AESP Session Preview: Turning Customer Insight into Real-World Grid Resilience

This year’s AESP Annual Conference comes at a moment when utilities are being pushed on two fronts: rapidly shifting customer expectations and increasingly severe climate-driven disruptions. On Tuesday, February 24, two sessions in Grand Hall C bring those challenges into sharp focus, pairing data-driven customer insight with real-world resilience strategies that protect vulnerable communities while strengthening the grid.
Both sessions feature Resource Innovations leaders working at the intersection of customer programs, analytics, and affordability—and both are grounded in what’s actually working today.
Building Customer Resilience—From Backup Power to Analytics-Driven Efficiency

Feb. 24 | 10:45 AM–12:00 PM | Grand Hall C (1st floor)
Session 1C | Featuring Baalaji Dhanabalan, VP, Project Management
Wildfire-driven outages and public safety shutoffs are no longer edge cases. They’re defining operating conditions for many utilities. In this session, Baalaji Dhanabalan, in partnership with PG&E, explores how customer resilience programs can move beyond reactive outage response to become proactive, data-driven strategies that enable utilities to anticipate disruptions, target support more effectively, and improve overall grid resilience.
The session connects the dots between:
- Battery backup solutions that protect medically vulnerable and high-risk customers during outage events
- Advanced analytics that improve targeting, forecasting, and program effectiveness
- Energy resiliency programs that reduce grid stress while strengthening long-term system reliability
Rather than treating backup power as a standalone solution, this session shows how resilience, analytics, and efficiency can work together to build a more reliable energy future—for customers and the grid alike.

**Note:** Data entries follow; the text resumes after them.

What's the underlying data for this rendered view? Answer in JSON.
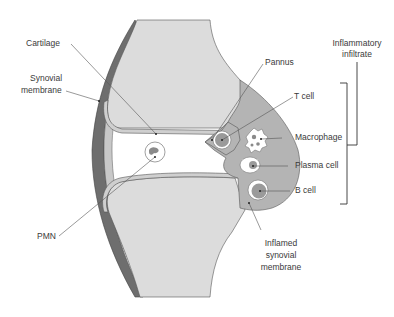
{
  "diagram": {
    "labels": {
      "cartilage": "Cartilage",
      "synovial_membrane_1": "Synovial",
      "synovial_membrane_2": "membrane",
      "pannus": "Pannus",
      "t_cell": "T cell",
      "macrophage": "Macrophage",
      "plasma_cell": "Plasma cell",
      "b_cell": "B cell",
      "pmn": "PMN",
      "inflamed_1": "Inflamed",
      "inflamed_2": "synovial",
      "inflamed_3": "membrane",
      "infiltrate_1": "Inflammatory",
      "infiltrate_2": "infiltrate"
    },
    "colors": {
      "bone": "#dcdcdc",
      "capsule_dark": "#6e6e6e",
      "synovium_light": "#c4c4c4",
      "inflamed": "#b4b4b4",
      "outline": "#4a4a4a",
      "leader": "#555555",
      "cell_core": "#8a8a8a"
    }
  }
}
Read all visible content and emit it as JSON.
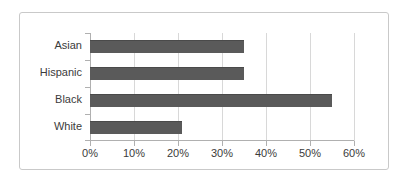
{
  "chart_data": {
    "type": "bar",
    "orientation": "horizontal",
    "title": "",
    "xlabel": "",
    "ylabel": "",
    "categories": [
      "Asian",
      "Hispanic",
      "Black",
      "White"
    ],
    "values": [
      35,
      35,
      55,
      21
    ],
    "value_suffix": "%",
    "xlim": [
      0,
      60
    ],
    "xticks": [
      0,
      10,
      20,
      30,
      40,
      50,
      60
    ],
    "xtick_labels": [
      "0%",
      "10%",
      "20%",
      "30%",
      "40%",
      "50%",
      "60%"
    ],
    "grid": true,
    "grid_axis": "x",
    "legend": false,
    "series": [
      {
        "name": "",
        "values": [
          35,
          35,
          55,
          21
        ]
      }
    ],
    "colors": {
      "bar": "#5a5a5a",
      "bar_edge": "#4a4a4a",
      "gridline": "#d8d8d8",
      "axis": "#b0b0b0",
      "text": "#3b3b3b",
      "frame_border": "#c9c9c9",
      "background": "#ffffff"
    }
  }
}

Evolving Energy Attitudes, Behaviors, and Demographics: What the Data Reveals
Feb. 24 | 1:30–2:45 PM | Grand Hall C (1st floor)

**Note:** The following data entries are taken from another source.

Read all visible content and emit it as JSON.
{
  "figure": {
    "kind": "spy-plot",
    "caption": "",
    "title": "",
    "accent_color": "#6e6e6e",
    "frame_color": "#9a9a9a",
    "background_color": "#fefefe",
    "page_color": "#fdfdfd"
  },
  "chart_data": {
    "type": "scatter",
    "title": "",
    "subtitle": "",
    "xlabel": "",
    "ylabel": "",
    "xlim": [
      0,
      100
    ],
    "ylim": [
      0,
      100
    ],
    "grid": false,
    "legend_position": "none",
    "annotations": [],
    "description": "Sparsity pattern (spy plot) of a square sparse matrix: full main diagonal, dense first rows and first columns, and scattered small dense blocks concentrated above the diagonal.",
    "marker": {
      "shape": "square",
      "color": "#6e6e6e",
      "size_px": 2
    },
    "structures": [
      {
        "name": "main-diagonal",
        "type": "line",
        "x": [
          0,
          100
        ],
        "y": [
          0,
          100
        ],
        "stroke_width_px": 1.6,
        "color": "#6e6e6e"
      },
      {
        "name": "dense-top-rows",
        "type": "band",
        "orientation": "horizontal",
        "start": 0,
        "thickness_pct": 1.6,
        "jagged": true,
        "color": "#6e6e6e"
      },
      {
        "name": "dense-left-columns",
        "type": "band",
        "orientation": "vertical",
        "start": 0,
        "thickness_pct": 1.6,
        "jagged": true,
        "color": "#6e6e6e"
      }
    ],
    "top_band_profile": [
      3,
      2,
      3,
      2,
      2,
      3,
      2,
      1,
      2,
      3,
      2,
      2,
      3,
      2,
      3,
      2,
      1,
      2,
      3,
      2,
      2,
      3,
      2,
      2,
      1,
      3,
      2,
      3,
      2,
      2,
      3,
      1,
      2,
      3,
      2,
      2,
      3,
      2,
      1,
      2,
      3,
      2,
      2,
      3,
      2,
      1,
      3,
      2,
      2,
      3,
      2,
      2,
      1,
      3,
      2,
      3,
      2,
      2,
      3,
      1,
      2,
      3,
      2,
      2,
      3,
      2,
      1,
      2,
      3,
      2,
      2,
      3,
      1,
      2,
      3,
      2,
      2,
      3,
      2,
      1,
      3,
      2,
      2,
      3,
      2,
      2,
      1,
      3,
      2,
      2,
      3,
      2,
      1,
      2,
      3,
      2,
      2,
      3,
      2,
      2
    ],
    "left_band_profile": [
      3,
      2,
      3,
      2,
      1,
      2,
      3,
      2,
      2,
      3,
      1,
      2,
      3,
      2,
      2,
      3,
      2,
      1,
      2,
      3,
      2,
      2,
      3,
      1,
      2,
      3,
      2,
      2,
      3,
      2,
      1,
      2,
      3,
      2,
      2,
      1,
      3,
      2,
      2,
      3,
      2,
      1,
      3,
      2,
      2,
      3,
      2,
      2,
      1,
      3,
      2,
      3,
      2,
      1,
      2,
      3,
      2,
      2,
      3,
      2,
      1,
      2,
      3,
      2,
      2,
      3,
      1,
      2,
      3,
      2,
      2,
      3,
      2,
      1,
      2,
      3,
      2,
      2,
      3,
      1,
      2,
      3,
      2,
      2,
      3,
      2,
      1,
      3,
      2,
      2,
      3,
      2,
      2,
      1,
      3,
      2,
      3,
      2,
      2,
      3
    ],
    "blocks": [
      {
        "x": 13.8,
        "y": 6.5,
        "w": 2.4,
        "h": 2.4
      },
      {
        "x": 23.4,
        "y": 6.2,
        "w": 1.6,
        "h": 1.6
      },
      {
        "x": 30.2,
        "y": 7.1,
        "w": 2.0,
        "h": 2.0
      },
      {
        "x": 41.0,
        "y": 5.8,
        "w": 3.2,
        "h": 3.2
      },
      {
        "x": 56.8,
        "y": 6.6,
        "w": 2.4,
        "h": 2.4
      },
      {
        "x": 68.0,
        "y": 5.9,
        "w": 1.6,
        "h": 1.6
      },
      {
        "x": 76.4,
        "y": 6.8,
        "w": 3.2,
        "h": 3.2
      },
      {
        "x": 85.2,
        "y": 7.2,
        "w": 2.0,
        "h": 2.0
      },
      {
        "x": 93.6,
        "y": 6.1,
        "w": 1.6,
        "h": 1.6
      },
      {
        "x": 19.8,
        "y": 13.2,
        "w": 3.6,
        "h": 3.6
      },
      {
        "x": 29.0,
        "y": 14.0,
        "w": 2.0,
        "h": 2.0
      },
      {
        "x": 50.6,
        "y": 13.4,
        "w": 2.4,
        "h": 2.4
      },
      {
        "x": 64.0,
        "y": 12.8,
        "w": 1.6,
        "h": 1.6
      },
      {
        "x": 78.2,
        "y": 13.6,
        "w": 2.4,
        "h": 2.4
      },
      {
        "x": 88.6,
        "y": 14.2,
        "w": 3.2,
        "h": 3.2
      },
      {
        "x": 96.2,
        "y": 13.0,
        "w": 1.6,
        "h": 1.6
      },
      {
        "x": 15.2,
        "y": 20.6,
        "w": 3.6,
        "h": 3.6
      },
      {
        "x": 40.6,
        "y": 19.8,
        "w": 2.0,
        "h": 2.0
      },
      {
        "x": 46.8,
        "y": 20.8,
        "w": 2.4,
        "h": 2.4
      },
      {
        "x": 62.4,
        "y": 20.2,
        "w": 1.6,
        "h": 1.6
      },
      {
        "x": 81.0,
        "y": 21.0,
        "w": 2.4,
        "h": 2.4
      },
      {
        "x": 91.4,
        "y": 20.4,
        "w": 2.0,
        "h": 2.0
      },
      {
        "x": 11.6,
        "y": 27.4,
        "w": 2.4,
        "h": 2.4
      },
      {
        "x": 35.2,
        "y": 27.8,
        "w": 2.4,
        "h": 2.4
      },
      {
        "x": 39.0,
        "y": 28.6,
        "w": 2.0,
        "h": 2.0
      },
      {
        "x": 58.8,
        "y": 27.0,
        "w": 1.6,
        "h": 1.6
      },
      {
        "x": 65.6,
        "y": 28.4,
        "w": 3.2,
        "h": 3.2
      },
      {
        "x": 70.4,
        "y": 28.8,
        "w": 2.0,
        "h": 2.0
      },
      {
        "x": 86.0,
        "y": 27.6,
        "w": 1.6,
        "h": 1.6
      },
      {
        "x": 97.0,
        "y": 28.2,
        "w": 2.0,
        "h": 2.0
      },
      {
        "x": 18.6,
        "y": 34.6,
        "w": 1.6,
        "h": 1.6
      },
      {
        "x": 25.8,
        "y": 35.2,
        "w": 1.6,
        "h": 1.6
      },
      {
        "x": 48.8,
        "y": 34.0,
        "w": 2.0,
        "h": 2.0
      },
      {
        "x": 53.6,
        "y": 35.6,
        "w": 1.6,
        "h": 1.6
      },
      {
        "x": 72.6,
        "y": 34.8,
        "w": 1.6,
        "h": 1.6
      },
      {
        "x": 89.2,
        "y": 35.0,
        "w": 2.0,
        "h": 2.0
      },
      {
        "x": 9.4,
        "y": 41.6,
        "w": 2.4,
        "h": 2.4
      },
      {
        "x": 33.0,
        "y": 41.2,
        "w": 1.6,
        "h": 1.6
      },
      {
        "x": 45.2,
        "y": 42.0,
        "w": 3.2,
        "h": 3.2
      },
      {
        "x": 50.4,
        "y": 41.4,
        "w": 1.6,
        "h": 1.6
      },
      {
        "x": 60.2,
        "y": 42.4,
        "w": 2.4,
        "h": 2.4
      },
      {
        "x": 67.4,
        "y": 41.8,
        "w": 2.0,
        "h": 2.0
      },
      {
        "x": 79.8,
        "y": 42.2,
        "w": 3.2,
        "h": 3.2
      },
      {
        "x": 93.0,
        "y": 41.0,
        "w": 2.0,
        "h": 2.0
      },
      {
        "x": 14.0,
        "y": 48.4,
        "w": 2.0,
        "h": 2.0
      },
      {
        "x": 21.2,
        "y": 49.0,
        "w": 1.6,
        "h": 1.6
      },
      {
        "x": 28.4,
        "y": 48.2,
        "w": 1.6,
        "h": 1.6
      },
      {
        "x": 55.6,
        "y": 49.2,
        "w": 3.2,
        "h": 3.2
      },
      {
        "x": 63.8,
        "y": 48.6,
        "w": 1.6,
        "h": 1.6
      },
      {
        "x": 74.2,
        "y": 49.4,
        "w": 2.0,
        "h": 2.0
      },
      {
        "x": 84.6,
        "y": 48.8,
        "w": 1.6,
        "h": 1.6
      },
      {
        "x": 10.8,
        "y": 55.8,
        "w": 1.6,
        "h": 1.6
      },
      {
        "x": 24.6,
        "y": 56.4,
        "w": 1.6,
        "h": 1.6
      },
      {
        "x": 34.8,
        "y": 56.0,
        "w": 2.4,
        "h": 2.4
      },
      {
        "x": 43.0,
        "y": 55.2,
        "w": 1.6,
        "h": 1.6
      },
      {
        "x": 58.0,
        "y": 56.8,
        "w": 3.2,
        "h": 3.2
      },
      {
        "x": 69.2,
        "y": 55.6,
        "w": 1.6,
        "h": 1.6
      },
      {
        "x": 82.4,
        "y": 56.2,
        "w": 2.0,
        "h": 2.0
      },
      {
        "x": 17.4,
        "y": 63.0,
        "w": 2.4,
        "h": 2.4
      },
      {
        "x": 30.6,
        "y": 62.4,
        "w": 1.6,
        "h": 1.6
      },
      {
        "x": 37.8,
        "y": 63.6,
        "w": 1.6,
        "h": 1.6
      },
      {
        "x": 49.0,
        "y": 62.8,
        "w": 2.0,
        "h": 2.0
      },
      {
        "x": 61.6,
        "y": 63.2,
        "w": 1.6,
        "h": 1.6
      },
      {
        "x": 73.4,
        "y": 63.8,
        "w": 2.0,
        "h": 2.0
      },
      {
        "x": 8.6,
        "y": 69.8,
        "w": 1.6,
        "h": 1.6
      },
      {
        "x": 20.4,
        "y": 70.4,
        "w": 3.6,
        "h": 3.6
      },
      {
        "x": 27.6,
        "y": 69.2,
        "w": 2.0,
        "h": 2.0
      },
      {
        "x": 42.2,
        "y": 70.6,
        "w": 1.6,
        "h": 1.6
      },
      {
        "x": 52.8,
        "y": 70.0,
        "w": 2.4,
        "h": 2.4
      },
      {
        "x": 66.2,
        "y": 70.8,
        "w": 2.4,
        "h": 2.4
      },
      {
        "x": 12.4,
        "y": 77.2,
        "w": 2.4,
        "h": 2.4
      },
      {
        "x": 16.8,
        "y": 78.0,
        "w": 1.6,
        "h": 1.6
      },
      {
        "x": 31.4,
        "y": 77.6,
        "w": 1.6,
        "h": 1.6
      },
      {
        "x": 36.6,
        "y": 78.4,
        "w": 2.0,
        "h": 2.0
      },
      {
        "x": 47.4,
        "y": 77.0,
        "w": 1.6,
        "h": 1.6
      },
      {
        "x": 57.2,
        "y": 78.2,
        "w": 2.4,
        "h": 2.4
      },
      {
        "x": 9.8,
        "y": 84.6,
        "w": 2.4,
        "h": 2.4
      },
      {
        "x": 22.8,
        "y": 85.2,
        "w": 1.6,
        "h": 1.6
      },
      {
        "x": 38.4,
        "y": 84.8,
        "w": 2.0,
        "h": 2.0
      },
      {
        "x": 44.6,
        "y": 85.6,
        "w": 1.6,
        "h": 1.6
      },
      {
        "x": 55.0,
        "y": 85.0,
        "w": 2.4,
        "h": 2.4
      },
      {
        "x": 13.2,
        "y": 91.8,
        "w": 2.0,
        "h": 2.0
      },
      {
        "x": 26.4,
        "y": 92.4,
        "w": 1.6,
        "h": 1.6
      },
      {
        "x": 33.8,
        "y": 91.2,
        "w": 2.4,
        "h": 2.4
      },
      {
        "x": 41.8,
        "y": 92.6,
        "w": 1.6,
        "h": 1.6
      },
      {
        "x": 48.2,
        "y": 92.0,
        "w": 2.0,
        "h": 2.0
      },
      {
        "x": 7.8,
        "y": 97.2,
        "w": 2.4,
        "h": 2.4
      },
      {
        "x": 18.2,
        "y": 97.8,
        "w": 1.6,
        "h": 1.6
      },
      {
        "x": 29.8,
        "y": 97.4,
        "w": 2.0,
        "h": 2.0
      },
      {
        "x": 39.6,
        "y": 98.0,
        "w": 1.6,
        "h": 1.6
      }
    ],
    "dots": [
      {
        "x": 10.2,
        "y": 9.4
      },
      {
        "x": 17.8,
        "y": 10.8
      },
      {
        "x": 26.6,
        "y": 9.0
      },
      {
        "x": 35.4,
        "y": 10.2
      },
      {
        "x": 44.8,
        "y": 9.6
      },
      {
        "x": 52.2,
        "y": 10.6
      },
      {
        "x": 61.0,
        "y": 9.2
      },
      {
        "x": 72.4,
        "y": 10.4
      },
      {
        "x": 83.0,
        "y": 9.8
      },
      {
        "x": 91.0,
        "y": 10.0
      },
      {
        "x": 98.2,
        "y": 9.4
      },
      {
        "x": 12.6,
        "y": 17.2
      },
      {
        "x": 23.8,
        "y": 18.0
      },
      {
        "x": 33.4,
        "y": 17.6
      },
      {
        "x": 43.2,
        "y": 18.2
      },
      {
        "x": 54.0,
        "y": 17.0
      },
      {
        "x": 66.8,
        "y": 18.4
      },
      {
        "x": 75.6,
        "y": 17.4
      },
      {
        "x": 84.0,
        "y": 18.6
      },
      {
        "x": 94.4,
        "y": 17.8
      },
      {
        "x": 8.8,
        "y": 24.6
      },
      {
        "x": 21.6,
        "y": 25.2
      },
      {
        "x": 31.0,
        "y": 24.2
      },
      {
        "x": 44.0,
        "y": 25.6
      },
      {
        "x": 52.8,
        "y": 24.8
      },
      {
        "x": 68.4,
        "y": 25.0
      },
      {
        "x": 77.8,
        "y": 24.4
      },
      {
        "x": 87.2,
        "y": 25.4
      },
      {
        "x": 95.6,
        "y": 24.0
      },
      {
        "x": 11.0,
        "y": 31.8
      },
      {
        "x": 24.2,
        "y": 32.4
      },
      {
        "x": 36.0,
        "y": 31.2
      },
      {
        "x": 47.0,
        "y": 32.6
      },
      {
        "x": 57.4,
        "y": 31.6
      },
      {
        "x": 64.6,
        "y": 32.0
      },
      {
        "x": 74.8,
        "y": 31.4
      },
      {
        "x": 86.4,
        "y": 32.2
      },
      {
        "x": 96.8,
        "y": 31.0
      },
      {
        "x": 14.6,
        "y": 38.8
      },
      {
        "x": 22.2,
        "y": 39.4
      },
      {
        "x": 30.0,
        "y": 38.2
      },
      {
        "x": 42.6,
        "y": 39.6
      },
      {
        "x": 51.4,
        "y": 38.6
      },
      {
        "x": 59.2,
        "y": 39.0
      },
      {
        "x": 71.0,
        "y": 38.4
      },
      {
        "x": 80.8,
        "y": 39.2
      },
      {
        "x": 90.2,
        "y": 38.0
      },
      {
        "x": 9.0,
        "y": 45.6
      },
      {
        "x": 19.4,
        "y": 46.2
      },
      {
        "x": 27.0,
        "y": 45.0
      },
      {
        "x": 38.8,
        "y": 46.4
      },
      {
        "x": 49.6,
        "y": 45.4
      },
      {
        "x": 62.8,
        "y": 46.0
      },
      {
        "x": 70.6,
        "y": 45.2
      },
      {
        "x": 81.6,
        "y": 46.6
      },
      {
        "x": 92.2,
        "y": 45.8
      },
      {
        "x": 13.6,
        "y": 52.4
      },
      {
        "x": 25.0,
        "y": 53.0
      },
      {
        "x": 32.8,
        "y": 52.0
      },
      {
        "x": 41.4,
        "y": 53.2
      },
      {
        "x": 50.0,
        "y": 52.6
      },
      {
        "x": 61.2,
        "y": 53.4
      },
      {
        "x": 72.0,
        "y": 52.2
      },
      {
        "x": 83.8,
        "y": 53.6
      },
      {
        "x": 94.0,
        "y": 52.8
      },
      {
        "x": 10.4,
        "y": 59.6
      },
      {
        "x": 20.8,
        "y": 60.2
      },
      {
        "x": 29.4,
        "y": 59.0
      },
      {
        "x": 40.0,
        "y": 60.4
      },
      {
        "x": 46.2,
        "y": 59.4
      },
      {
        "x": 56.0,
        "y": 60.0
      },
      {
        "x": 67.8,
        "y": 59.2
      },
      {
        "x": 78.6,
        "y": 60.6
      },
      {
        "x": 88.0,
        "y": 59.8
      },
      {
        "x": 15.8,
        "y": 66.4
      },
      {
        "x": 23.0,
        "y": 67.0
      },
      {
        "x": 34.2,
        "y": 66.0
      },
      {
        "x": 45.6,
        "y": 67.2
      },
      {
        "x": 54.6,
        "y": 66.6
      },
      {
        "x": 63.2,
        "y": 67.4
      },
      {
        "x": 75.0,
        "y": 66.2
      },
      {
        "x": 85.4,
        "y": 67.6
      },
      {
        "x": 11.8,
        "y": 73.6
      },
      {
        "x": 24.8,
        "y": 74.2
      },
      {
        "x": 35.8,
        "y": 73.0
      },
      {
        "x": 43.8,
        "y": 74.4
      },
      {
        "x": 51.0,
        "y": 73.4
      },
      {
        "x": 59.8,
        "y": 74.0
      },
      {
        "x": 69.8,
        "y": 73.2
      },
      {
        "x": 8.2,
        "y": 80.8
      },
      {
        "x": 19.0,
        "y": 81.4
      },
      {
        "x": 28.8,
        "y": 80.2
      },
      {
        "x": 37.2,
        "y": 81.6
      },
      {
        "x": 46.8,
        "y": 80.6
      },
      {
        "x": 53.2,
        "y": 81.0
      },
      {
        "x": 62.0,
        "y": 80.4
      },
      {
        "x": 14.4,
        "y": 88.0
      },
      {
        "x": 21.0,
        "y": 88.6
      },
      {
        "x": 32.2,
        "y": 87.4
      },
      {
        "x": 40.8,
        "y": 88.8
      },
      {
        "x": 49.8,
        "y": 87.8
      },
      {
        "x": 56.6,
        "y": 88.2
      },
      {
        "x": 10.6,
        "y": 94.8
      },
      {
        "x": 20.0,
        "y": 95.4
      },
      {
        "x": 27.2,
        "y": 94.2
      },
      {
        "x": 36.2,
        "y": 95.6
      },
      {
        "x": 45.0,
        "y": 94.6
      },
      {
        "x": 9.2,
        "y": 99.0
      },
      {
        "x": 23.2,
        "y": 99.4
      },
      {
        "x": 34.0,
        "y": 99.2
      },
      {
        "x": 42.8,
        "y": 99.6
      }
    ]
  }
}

Session 2C | Moderated by Latisha Younger-Canon, Director, Advisory Services
Understanding today’s energy consumers requires more than anecdotes and surveys alone. Moderated by Latisha Younger-Canon, this session brings together insights from multiple research efforts to reveal how energy literacy, attitudes, behaviors, and demographics are shifting across generations and communities.
Attendees will learn:
- How youth energy literacy has changed amid social and political shifts—and what that means for future engagement
- Which consumer segments are evolving most quickly, including generational cohorts, rural households, and low-income communities
- How a census-based demographic framework can help utilities evaluate program reach, advance equity, and improve outcomes cost-effectively
The session challenges a common misconception: that meaningful customer insight requires constant, large-scale surveying. Instead, it shows how combining targeted surveys, segmentation, and publicly available census data leads to more timely, scalable, and actionable guidance.

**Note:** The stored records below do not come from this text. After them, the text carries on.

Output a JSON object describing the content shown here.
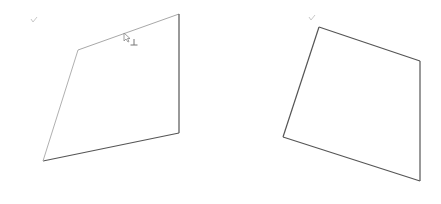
{
  "canvas": {
    "background": "#ffffff"
  },
  "shapes": [
    {
      "name": "left-quadrilateral",
      "edges": [
        {
          "name": "top-edge",
          "color": "#a8a8a8"
        },
        {
          "name": "right-edge",
          "color": "#555555"
        },
        {
          "name": "bottom-edge",
          "color": "#555555"
        },
        {
          "name": "left-edge",
          "color": "#b0b0b0"
        }
      ],
      "has_check_mark": true,
      "has_perpendicular_marker": true
    },
    {
      "name": "right-quadrilateral",
      "edges": [
        {
          "name": "top-edge",
          "color": "#555555"
        },
        {
          "name": "right-edge",
          "color": "#555555"
        },
        {
          "name": "bottom-edge",
          "color": "#555555"
        },
        {
          "name": "left-edge",
          "color": "#555555"
        }
      ],
      "has_check_mark": true,
      "has_perpendicular_marker": false
    }
  ],
  "markers": {
    "perpendicular_symbol": "⊥",
    "check_symbol": "✓"
  }
}
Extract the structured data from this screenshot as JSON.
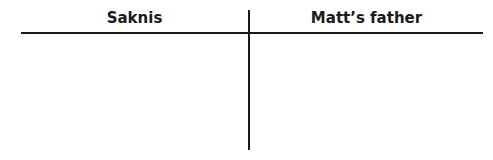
{
  "t_chart": {
    "columns": [
      {
        "header": "Saknis"
      },
      {
        "header": "Matt’s father"
      }
    ]
  }
}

How These Sessions Work Together
One session focuses on who today’s energy consumers are and how their needs are changing. The other shows how utilities can translate that understanding into programs that perform under the most demanding conditions.
Together, these sessions reflect a shared takeaway: affordable, high-performing programs start with better insight, and succeed when they’re designed for real-world stress.
Bonus Session: How Trusted Voices Can Accelerate Induction Adoption

Feb. 25 | 1:00–2:00 PM | Grand Hall A (1st floor)
Featuring Clarissa Kusel, Program Manager, CalMTA
In addition to the February 24 sessions, attendees can gain additional perspective from CalMTA, which will present research from its Chefluencer Program exploring how trusted community voices influence perceptions and accelerate adoption of induction cooking.
Program Manager Clarissa Kusel will share findings that reveal what it takes to shift awareness, overcome skepticism, and drive meaningful behavior change. The session highlights how strategic engagement—paired with credible messengers and data-driven program design—can help utilities and program administrators accelerate electrification while building lasting trust with customers.
If you’re attending AESP this year and working on customer programs, resilience, analytics, or affordability, make time for these sessions on February 24-25.